The corollary of the present discussion is that in the study of the
texts of sacred literature secondary readings frequently are more
revealing than primary ones, since secondary readings can be used as
a source for the history of the community that preserved the holy
writings.
One additional conclusion is in order as to the principal aim of
biblical text-criticism. It is not the recovery of a presumed original
text,27 but rather the pursuit, step by step, of the history of the text.
The task is to follow, as far as possible, the various phases of the
transmission of the texts, in order to extract from them all possible
information concerning the religious community which preserved
and transmitted the sacred books.
24 See A. Rote, "Not Exile but Annihilation for Zedekiah's People: The Purport of Jeremiah 52 in the Septuagint," in L. Greenspoon and 0. Munnich (eds.),
VIII Congress of the Intemational Organization for Septuagint and Cognate Studies:
Paris I 992 (SB LS CS 41; Atlanta: Scholars, 1995) 165-70, where the argument is
made in detail.
25 This point was brought to my attention by Prof.
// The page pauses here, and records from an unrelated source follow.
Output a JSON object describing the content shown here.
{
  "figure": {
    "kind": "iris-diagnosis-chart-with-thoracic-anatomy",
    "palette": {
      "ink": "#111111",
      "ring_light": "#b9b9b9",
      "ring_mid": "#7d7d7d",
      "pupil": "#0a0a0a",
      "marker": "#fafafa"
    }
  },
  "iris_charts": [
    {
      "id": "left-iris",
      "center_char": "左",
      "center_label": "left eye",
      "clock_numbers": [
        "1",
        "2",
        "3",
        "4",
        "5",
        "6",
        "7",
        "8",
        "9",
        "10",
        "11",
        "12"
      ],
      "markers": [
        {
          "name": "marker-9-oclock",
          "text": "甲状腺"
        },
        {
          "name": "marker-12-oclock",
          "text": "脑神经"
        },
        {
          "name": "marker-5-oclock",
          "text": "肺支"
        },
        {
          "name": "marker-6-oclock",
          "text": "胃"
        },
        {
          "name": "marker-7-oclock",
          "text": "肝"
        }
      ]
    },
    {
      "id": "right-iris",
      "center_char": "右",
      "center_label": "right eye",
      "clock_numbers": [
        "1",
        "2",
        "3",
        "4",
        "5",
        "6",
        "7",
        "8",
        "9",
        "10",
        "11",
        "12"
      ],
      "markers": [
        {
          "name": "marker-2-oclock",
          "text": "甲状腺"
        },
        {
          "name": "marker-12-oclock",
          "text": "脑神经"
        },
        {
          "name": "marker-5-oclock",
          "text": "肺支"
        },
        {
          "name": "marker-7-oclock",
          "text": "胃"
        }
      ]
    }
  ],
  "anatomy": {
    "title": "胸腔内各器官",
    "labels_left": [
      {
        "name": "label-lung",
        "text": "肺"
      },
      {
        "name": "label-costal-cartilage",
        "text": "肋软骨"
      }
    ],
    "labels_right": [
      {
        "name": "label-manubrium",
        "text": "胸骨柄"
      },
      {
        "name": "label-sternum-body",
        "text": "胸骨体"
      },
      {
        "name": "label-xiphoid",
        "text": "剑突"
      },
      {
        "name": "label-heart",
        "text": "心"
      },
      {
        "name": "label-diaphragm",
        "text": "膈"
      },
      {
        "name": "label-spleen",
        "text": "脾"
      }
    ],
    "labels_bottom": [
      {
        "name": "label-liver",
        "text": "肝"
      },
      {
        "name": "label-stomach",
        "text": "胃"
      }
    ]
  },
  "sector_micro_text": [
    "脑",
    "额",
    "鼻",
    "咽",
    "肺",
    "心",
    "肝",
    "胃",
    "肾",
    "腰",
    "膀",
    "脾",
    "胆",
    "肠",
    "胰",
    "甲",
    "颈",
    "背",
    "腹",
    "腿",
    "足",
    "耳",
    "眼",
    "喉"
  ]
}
Christopher Seitz, Yale
University, at my lecture there in April 1994.
26 These conclusions also affect the date of Ezek 11: 14-21. In another way,
M. Greenberg, Ezekiel 1-20 (AB 22; Garden City: Doubleday, 1983) 203-205.
27 See Tov, Textual Criticism, 288, where he writes: " ... textual criticism
aims at the 'original' form of the biblical books as defined by scholars." However,
further on he admits: "it is now possible to formulate the aims of the textual
criticism of the Bible. The study of biblical text involves an investigation of its
development, its copying and transmission and of the processes which created
readings and texts over the centuries" (pp. 289-90).